Has it been tough to stick with it?

It's a critical part of my life now. I'd never been athletic. My last run was in the eighth grade when sadistic gym teachers forced us to run the mile. I hated it. But in March, I ran 26 miles for the Little Rock Marathon. I still can't believe I did that. And I did it and felt terrific ... When my wife, Janet, and I were in D.C. for President Bush's inaugural activities, we were invited to sit in the president's box during the parade. I was training for the marathon then, and I had to run five miles that day. So my wife went to the parade while I watched it on TV as I ran five miles on the treadmill at the hotel. I started laughing midrun because it hit me, wow, I must be really serious about this [to give up that invitation].

You've said you'll make health care a top priority when you take the helm of the National Governors Association this summer. Are you going to focus on obesity?

I will be taking on obesity and other issues involving changing the culture of health from treating chronic disease to seeking to prevent them.
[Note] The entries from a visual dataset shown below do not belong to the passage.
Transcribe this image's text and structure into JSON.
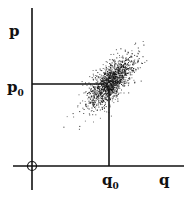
{
  "diagram": {
    "type": "scatter-phase-plane",
    "axes": {
      "x_label": "q",
      "y_label": "p",
      "origin_marker": "circle"
    },
    "reference_point": {
      "x_label": "q",
      "x_sub": "0",
      "y_label": "p",
      "y_sub": "0"
    },
    "cloud": {
      "description": "elliptical scatter of points centered at (q0, p0), elongated along positive diagonal",
      "color": "#111111"
    }
  }
}
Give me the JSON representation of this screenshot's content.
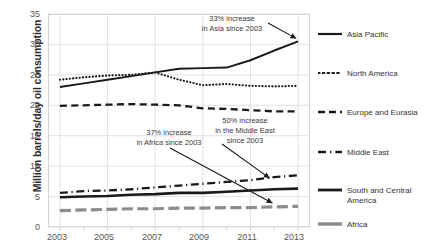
{
  "chart_data": {
    "type": "line",
    "title": "",
    "xlabel": "",
    "ylabel": "Million barrels/day oil consumption",
    "x": [
      2003,
      2004,
      2005,
      2006,
      2007,
      2008,
      2009,
      2010,
      2011,
      2012,
      2013
    ],
    "xlim": [
      2002.5,
      2013.5
    ],
    "ylim": [
      0,
      35
    ],
    "xticks": [
      "2003",
      "2005",
      "2007",
      "2009",
      "2011",
      "2013"
    ],
    "yticks": [
      "0",
      "5",
      "10",
      "15",
      "20",
      "25",
      "30",
      "35"
    ],
    "grid": true,
    "legend_position": "right",
    "series": [
      {
        "name": "Asia Pacific",
        "style": "solid",
        "color": "#1a1a1a",
        "values": [
          23.0,
          23.6,
          24.2,
          24.8,
          25.4,
          26.0,
          26.1,
          26.2,
          27.4,
          29.0,
          30.5
        ]
      },
      {
        "name": "North America",
        "style": "dotted",
        "color": "#1a1a1a",
        "values": [
          24.2,
          24.6,
          24.9,
          25.0,
          25.4,
          24.2,
          23.3,
          23.5,
          23.2,
          23.1,
          23.2
        ]
      },
      {
        "name": "Europe and Eurasia",
        "style": "dashed",
        "color": "#1a1a1a",
        "values": [
          19.9,
          20.0,
          20.1,
          20.2,
          20.1,
          20.0,
          19.5,
          19.4,
          19.2,
          19.0,
          19.0
        ]
      },
      {
        "name": "Middle East",
        "style": "dashdot",
        "color": "#1a1a1a",
        "values": [
          5.6,
          5.9,
          6.0,
          6.2,
          6.5,
          6.8,
          7.1,
          7.4,
          7.7,
          8.2,
          8.5
        ]
      },
      {
        "name": "South and Central America",
        "style": "solid-thick",
        "color": "#1a1a1a",
        "values": [
          4.9,
          5.0,
          5.1,
          5.3,
          5.4,
          5.6,
          5.6,
          5.8,
          6.0,
          6.2,
          6.3
        ]
      },
      {
        "name": "Africa",
        "style": "solid-gray",
        "color": "#8c8c8c",
        "values": [
          2.7,
          2.8,
          2.9,
          3.0,
          3.0,
          3.1,
          3.1,
          3.2,
          3.2,
          3.3,
          3.4
        ]
      }
    ],
    "annotations": [
      {
        "id": "asia",
        "lines": [
          "33% increase",
          "in Asia since 2003"
        ],
        "points_to": {
          "x": 2013,
          "y": 30.5
        }
      },
      {
        "id": "africa",
        "lines": [
          "37% increase",
          "in Africa since 2003"
        ],
        "points_to": {
          "x": 2012,
          "y": 3.3
        }
      },
      {
        "id": "middle-east",
        "lines": [
          "50% increase",
          "in the Middle East",
          "since 2003"
        ],
        "points_to": {
          "x": 2012,
          "y": 8.2
        }
      }
    ]
  },
  "legend": {
    "items": [
      {
        "label": "Asia Pacific",
        "key": "solid-line-key"
      },
      {
        "label": "North America",
        "key": "dotted-line-key"
      },
      {
        "label": "Europe and Eurasia",
        "key": "dashed-line-key"
      },
      {
        "label": "Middle East",
        "key": "dashdot-line-key"
      },
      {
        "label": "South and Central America",
        "key": "thick-solid-line-key"
      },
      {
        "label": "Africa",
        "key": "gray-solid-line-key"
      }
    ]
  },
  "axes": {
    "y_title": "Million barrels/day oil consumption",
    "y_ticks": [
      "35",
      "30",
      "25",
      "20",
      "15",
      "10",
      "5",
      "0"
    ],
    "x_ticks": [
      "2003",
      "2005",
      "2007",
      "2009",
      "2011",
      "2013"
    ]
  },
  "annotations": {
    "asia_line1": "33% increase",
    "asia_line2": "in Asia since 2003",
    "africa_line1": "37% increase",
    "africa_line2": "in Africa since 2003",
    "me_line1": "50% increase",
    "me_line2": "in the Middle East",
    "me_line3": "since 2003"
  }
}
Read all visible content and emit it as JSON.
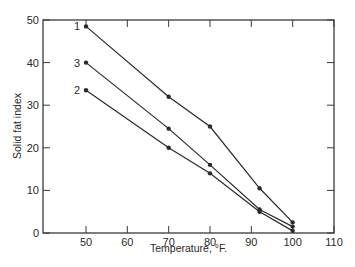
{
  "chart_data": {
    "type": "line",
    "title": "",
    "xlabel": "Temperature, °F.",
    "ylabel": "Solid fat index",
    "xlim": [
      40,
      110
    ],
    "ylim": [
      0,
      50
    ],
    "x_ticks": [
      50,
      60,
      70,
      80,
      90,
      100,
      110
    ],
    "y_ticks": [
      0,
      10,
      20,
      30,
      40,
      50
    ],
    "grid": false,
    "legend": "inline labels at left end of each curve",
    "series": [
      {
        "name": "1",
        "x": [
          50,
          70,
          80,
          92,
          100
        ],
        "y": [
          48.5,
          32,
          25,
          10.5,
          2.5
        ]
      },
      {
        "name": "3",
        "x": [
          50,
          70,
          80,
          92,
          100
        ],
        "y": [
          40,
          24.5,
          16,
          5.5,
          1.5
        ]
      },
      {
        "name": "2",
        "x": [
          50,
          70,
          80,
          92,
          100
        ],
        "y": [
          33.5,
          20,
          14,
          5,
          0.5
        ]
      }
    ]
  },
  "colors": {
    "line": "#2a2a2a",
    "axis": "#3a3a3a"
  }
}
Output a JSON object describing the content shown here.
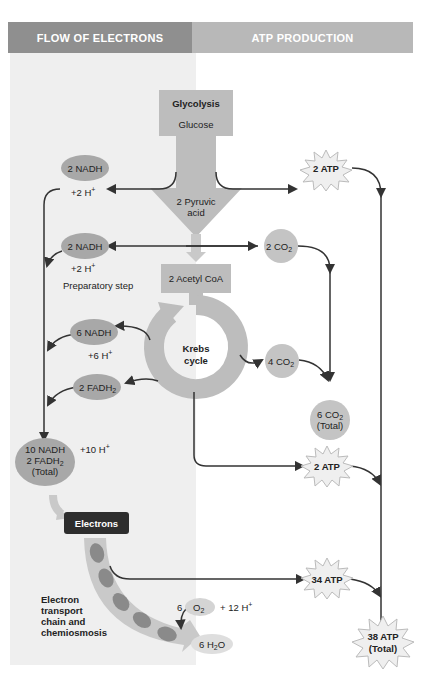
{
  "headers": {
    "left": "FLOW OF ELECTRONS",
    "right": "ATP PRODUCTION"
  },
  "glycolysis": {
    "title": "Glycolysis",
    "substrate": "Glucose",
    "product": "2 Pyruvic acid",
    "product_line1": "2 Pyruvic",
    "product_line2": "acid"
  },
  "glycolysis_outputs": {
    "nadh": "2 NADH",
    "h_plus": "+2 H",
    "atp": "2 ATP"
  },
  "preparatory_step": {
    "label": "Preparatory step",
    "nadh": "2 NADH",
    "h_plus": "+2 H",
    "co2_num": "2 CO",
    "product": "2 Acetyl CoA"
  },
  "krebs": {
    "line1": "Krebs",
    "line2": "cycle",
    "nadh": "6 NADH",
    "h_plus": "+6 H",
    "fadh2": "2 FADH",
    "co2": "4 CO",
    "atp": "2 ATP"
  },
  "totals": {
    "nadh_line1": "10 NADH",
    "nadh_line2": "2 FADH",
    "nadh_line3": "(Total)",
    "h_plus": "+10 H",
    "co2_line1": "6 CO",
    "co2_line2": "(Total)",
    "atp_line1": "38 ATP",
    "atp_line2": "(Total)"
  },
  "etc": {
    "box": "Electrons",
    "label_line1": "Electron",
    "label_line2": "transport",
    "label_line3": "chain and",
    "label_line4": "chemiosmosis",
    "o2_coef": "6",
    "o2": "O",
    "h_plus": "+ 12 H",
    "water": "6 H",
    "water_tail": "O",
    "atp": "34 ATP"
  },
  "colors": {
    "header_left": "#8f8f8f",
    "header_right": "#b8b8b8",
    "panel_bg": "#efefef",
    "shape_fill": "#bdbdbd",
    "oval_fill": "#a8a8a8",
    "electrons_box": "#2e2e2e",
    "line": "#333333"
  }
}
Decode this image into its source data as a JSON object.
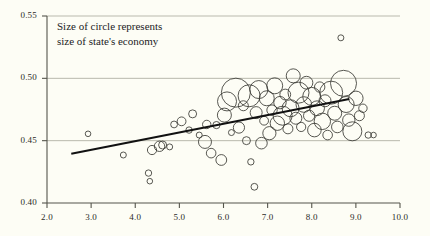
{
  "chart_data": {
    "type": "scatter",
    "title": "",
    "subtitle": "",
    "xlabel": "",
    "ylabel": "",
    "xlim": [
      2.0,
      10.0
    ],
    "ylim": [
      0.4,
      0.55
    ],
    "xticks": [
      "2.0",
      "3.0",
      "4.0",
      "5.0",
      "6.0",
      "7.0",
      "8.0",
      "9.0",
      "10.0"
    ],
    "xtick_values": [
      2.0,
      3.0,
      4.0,
      5.0,
      6.0,
      7.0,
      8.0,
      9.0,
      10.0
    ],
    "yticks": [
      "0.40",
      "0.45",
      "0.50",
      "0.55"
    ],
    "ytick_values": [
      0.4,
      0.45,
      0.5,
      0.55
    ],
    "grid": true,
    "grid_axis": "y",
    "legend": "none",
    "annotations": [
      {
        "name": "size-note",
        "lines": [
          "Size of circle represents",
          "size of state's economy"
        ],
        "x": 2.9,
        "y": 0.542
      }
    ],
    "marker_style": "open-circle",
    "size_encodes": "size of state's economy",
    "series": [
      {
        "name": "states",
        "points": [
          {
            "x": 2.93,
            "y": 0.4555,
            "r": 2.8
          },
          {
            "x": 3.73,
            "y": 0.4385,
            "r": 3.0
          },
          {
            "x": 4.3,
            "y": 0.424,
            "r": 3.2
          },
          {
            "x": 4.33,
            "y": 0.4175,
            "r": 2.8
          },
          {
            "x": 4.38,
            "y": 0.4425,
            "r": 4.6
          },
          {
            "x": 4.55,
            "y": 0.4455,
            "r": 5.2
          },
          {
            "x": 4.62,
            "y": 0.4465,
            "r": 4.0
          },
          {
            "x": 4.78,
            "y": 0.445,
            "r": 3.0
          },
          {
            "x": 4.88,
            "y": 0.463,
            "r": 3.4
          },
          {
            "x": 5.05,
            "y": 0.4655,
            "r": 4.4
          },
          {
            "x": 5.22,
            "y": 0.4585,
            "r": 3.2
          },
          {
            "x": 5.3,
            "y": 0.4715,
            "r": 4.0
          },
          {
            "x": 5.45,
            "y": 0.4545,
            "r": 3.0
          },
          {
            "x": 5.58,
            "y": 0.449,
            "r": 6.5
          },
          {
            "x": 5.62,
            "y": 0.463,
            "r": 4.2
          },
          {
            "x": 5.72,
            "y": 0.44,
            "r": 4.8
          },
          {
            "x": 5.84,
            "y": 0.4625,
            "r": 3.6
          },
          {
            "x": 5.95,
            "y": 0.4345,
            "r": 5.4
          },
          {
            "x": 6.02,
            "y": 0.4705,
            "r": 7.0
          },
          {
            "x": 6.08,
            "y": 0.4815,
            "r": 9.5
          },
          {
            "x": 6.18,
            "y": 0.4565,
            "r": 3.0
          },
          {
            "x": 6.28,
            "y": 0.4885,
            "r": 14.5
          },
          {
            "x": 6.35,
            "y": 0.4605,
            "r": 5.6
          },
          {
            "x": 6.45,
            "y": 0.478,
            "r": 5.0
          },
          {
            "x": 6.52,
            "y": 0.45,
            "r": 4.0
          },
          {
            "x": 6.58,
            "y": 0.486,
            "r": 11.0
          },
          {
            "x": 6.62,
            "y": 0.433,
            "r": 3.2
          },
          {
            "x": 6.7,
            "y": 0.413,
            "r": 3.4
          },
          {
            "x": 6.74,
            "y": 0.4725,
            "r": 6.0
          },
          {
            "x": 6.8,
            "y": 0.491,
            "r": 9.0
          },
          {
            "x": 6.86,
            "y": 0.448,
            "r": 5.8
          },
          {
            "x": 6.92,
            "y": 0.466,
            "r": 4.4
          },
          {
            "x": 6.98,
            "y": 0.484,
            "r": 7.5
          },
          {
            "x": 7.04,
            "y": 0.456,
            "r": 6.6
          },
          {
            "x": 7.1,
            "y": 0.4745,
            "r": 5.2
          },
          {
            "x": 7.16,
            "y": 0.494,
            "r": 8.0
          },
          {
            "x": 7.22,
            "y": 0.464,
            "r": 7.2
          },
          {
            "x": 7.28,
            "y": 0.4805,
            "r": 6.2
          },
          {
            "x": 7.34,
            "y": 0.47,
            "r": 9.5
          },
          {
            "x": 7.4,
            "y": 0.487,
            "r": 5.4
          },
          {
            "x": 7.46,
            "y": 0.4595,
            "r": 5.0
          },
          {
            "x": 7.52,
            "y": 0.476,
            "r": 8.5
          },
          {
            "x": 7.58,
            "y": 0.502,
            "r": 7.0
          },
          {
            "x": 7.64,
            "y": 0.468,
            "r": 6.0
          },
          {
            "x": 7.7,
            "y": 0.4885,
            "r": 10.5
          },
          {
            "x": 7.76,
            "y": 0.461,
            "r": 4.6
          },
          {
            "x": 7.82,
            "y": 0.479,
            "r": 7.8
          },
          {
            "x": 7.88,
            "y": 0.4965,
            "r": 6.4
          },
          {
            "x": 7.94,
            "y": 0.47,
            "r": 5.6
          },
          {
            "x": 8.0,
            "y": 0.4855,
            "r": 9.0
          },
          {
            "x": 8.06,
            "y": 0.4585,
            "r": 6.8
          },
          {
            "x": 8.12,
            "y": 0.476,
            "r": 7.4
          },
          {
            "x": 8.18,
            "y": 0.493,
            "r": 5.2
          },
          {
            "x": 8.24,
            "y": 0.4655,
            "r": 8.2
          },
          {
            "x": 8.3,
            "y": 0.482,
            "r": 6.0
          },
          {
            "x": 8.36,
            "y": 0.4545,
            "r": 4.8
          },
          {
            "x": 8.44,
            "y": 0.4885,
            "r": 11.5
          },
          {
            "x": 8.52,
            "y": 0.472,
            "r": 7.0
          },
          {
            "x": 8.58,
            "y": 0.461,
            "r": 5.8
          },
          {
            "x": 8.66,
            "y": 0.5325,
            "r": 3.0
          },
          {
            "x": 8.72,
            "y": 0.496,
            "r": 13.0
          },
          {
            "x": 8.78,
            "y": 0.479,
            "r": 8.0
          },
          {
            "x": 8.84,
            "y": 0.4665,
            "r": 6.2
          },
          {
            "x": 8.92,
            "y": 0.4575,
            "r": 9.5
          },
          {
            "x": 9.0,
            "y": 0.484,
            "r": 7.2
          },
          {
            "x": 9.08,
            "y": 0.47,
            "r": 5.0
          },
          {
            "x": 9.16,
            "y": 0.476,
            "r": 4.2
          },
          {
            "x": 9.28,
            "y": 0.4545,
            "r": 3.2
          },
          {
            "x": 9.4,
            "y": 0.4545,
            "r": 2.8
          }
        ]
      }
    ],
    "trendline": {
      "name": "fit-line",
      "x0": 2.55,
      "y0": 0.4395,
      "x1": 8.85,
      "y1": 0.4835
    },
    "colors": {
      "background": "#fdfdf5",
      "marker_stroke": "#3a3a34",
      "trendline": "#111111",
      "grid": "#b9b9ad",
      "axis": "#55554c",
      "text": "#23231f"
    }
  }
}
If you look at the early 1900s when most Americans were dying prematurely from infectious diseases like smallpox, malaria, whooping cough and diphtheria, the public-health community and government came together and said we need to deal with these issues--vaccinate people, find cures, clean up the water supply and the food supply. They tackled it as a public-health problem and, in a reasonably short period of time, we eliminated most of these diseases. We need to do the same thing with chronic disease [such as obesity].

How well has the Healthy Arkansas initiative worked?